I want to use a variable passed in my API call as the prefix for my cassandra table names. Is this something I can achieve?
For starters: You cannot change annotations without recompiling- they are baked into the compiled class file. This is not the right approach.
Why not put everything in one table and make consumer part of the key? This should give you identical functionality without any of the hassle.
I need to attach a listener to a table in db
which should call a spring boot method, once CRUD operation is performed in the table(pre listeners and post listeners)
the entry can be made from any source
how can i do that in spring boot?
If the entity can be created from any source - e.g. manual insert - this is something which is outside of the scope and context of your running application.
What you're describing is known as the CDC (change data capture) pattern.
To implement CDC in this case you need to use the instrumentation of the underlying database - for example triggers.
As I see this is tagged with MongoDb - triggers are not an option as mongodb doesn't have support for triggers.
If you are using MongoDb v3.6+ you can leverage the new Change Streams feature. This is the official example with Java.
Change streams allow applications to access real-time data changes
without the complexity and risk of tailing the oplog. Applications can
use change streams to subscribe to all data changes on a single
collection, a database, or an entire deployment, and immediately react
to them. Because change streams use the aggregation framework,
applications can also filter for specific changes or transform the
notifications at will.
If you are using earlier versions of MongoDb you can monitor the oplog or use tailable cursors with capped collections.
Another approach would be to look into a 3rd party solution that turns everything happening in the DB as event streams - like for example debezium.
This article explains how to call any program from DB-Trigger.
Therefore, you can just create a Spring Boot java app and make the sys call to your app.
Similar mechanism is also available in Oracle and other DB.
We have a Spring+Hibernate application (using Spring 2, from AppFuse 1.9) which is in a desperate need to be updated to Spring 3. We're slowly working on that.
In the meantime, I'd like to take some of the load off our primary database server, and set up the read-only controllers (which just display information) to read from our database slaves.

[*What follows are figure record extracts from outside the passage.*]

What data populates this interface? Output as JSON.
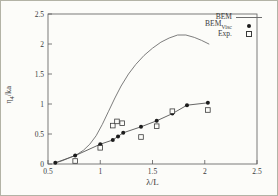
{
  "colors": {
    "ink": "#3a3a3a",
    "frame": "#5a5a5a",
    "bem_curve": "#6e6e6e",
    "bem_visc_line": "#555555",
    "marker_fill": "#1c1c1c",
    "background": "#fcfcf9",
    "figure_border": "#b3b3a6"
  },
  "legend": {
    "items": [
      {
        "label": "BEM",
        "sub": "",
        "marker": "line"
      },
      {
        "label": "BEM",
        "sub": "Visc",
        "marker": "filled-circle"
      },
      {
        "label": "Exp.",
        "sub": "",
        "marker": "open-square"
      }
    ]
  },
  "chart_data": {
    "type": "line",
    "title": "",
    "xlabel": "λ/L",
    "ylabel": "η4/ka",
    "ylabel_parts": {
      "base": "η",
      "sub": "4",
      "rest": "/ka"
    },
    "xlim": [
      0.5,
      2.5
    ],
    "ylim": [
      0,
      2.5
    ],
    "grid": false,
    "legend_position": "top-right",
    "xticks": [
      0.5,
      1,
      1.5,
      2,
      2.5
    ],
    "xtick_labels": [
      "0.5",
      "1",
      "1.5",
      "2",
      "2.5"
    ],
    "yticks": [
      0,
      0.5,
      1,
      1.5,
      2,
      2.5
    ],
    "ytick_labels": [
      "0",
      "0.5",
      "1",
      "1.5",
      "2",
      "2.5"
    ],
    "series": [
      {
        "name": "BEM",
        "style": "line",
        "marker": "none",
        "x": [
          0.57,
          0.63,
          0.7,
          0.77,
          0.84,
          0.9,
          0.96,
          1.02,
          1.08,
          1.14,
          1.2,
          1.27,
          1.34,
          1.42,
          1.5,
          1.58,
          1.66,
          1.74,
          1.82,
          1.9,
          1.97,
          2.04
        ],
        "y": [
          0.02,
          0.05,
          0.1,
          0.15,
          0.23,
          0.33,
          0.47,
          0.66,
          0.88,
          1.1,
          1.3,
          1.5,
          1.66,
          1.81,
          1.93,
          2.03,
          2.1,
          2.15,
          2.15,
          2.11,
          2.06,
          2.0
        ]
      },
      {
        "name": "BEM_Visc",
        "style": "line+marker",
        "marker": "filled-circle",
        "x": [
          0.57,
          0.76,
          1.0,
          1.12,
          1.17,
          1.22,
          1.39,
          1.54,
          1.69,
          1.83,
          2.03
        ],
        "y": [
          0.02,
          0.14,
          0.33,
          0.4,
          0.46,
          0.52,
          0.62,
          0.72,
          0.84,
          0.98,
          1.02
        ]
      },
      {
        "name": "Exp.",
        "style": "marker",
        "marker": "open-square",
        "x": [
          0.76,
          1.0,
          1.12,
          1.16,
          1.21,
          1.39,
          1.54,
          1.69,
          2.03
        ],
        "y": [
          0.05,
          0.27,
          0.64,
          0.71,
          0.68,
          0.45,
          0.63,
          0.88,
          0.9
        ]
      }
    ]
  }
}
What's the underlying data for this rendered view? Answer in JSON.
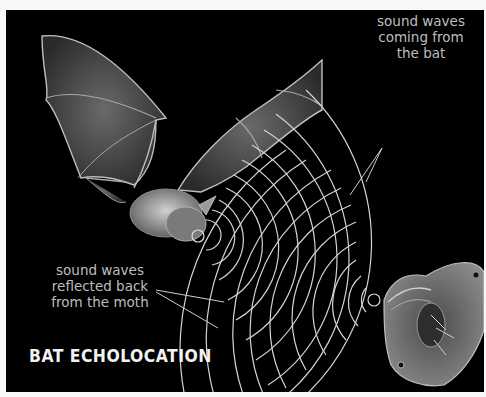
{
  "diagram": {
    "title": "BAT ECHOLOCATION",
    "labels": {
      "outgoing": [
        "sound waves",
        "coming from",
        "the bat"
      ],
      "reflected": [
        "sound waves",
        "reflected back",
        "from the moth"
      ]
    },
    "subjects": {
      "bat": "bat",
      "moth": "moth"
    },
    "colors": {
      "background": "#000000",
      "frame": "#f7f7f7",
      "wave_lines": "#d8d8d8",
      "label_text": "#bdbdbd",
      "title_text": "#f2f2f2"
    }
  }
}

More specifically, we have multiple databases servers (master+slaves), and I'd like to be able to set up multiple database connections, and then specify that controller1 uses db1, and controller's 2 and 3 use db2.
How can we achieve this?
You should be able to do that with AbstractRoutingDataSource class in Spring. This blog should help you. You can wire each data source for each of your controllers.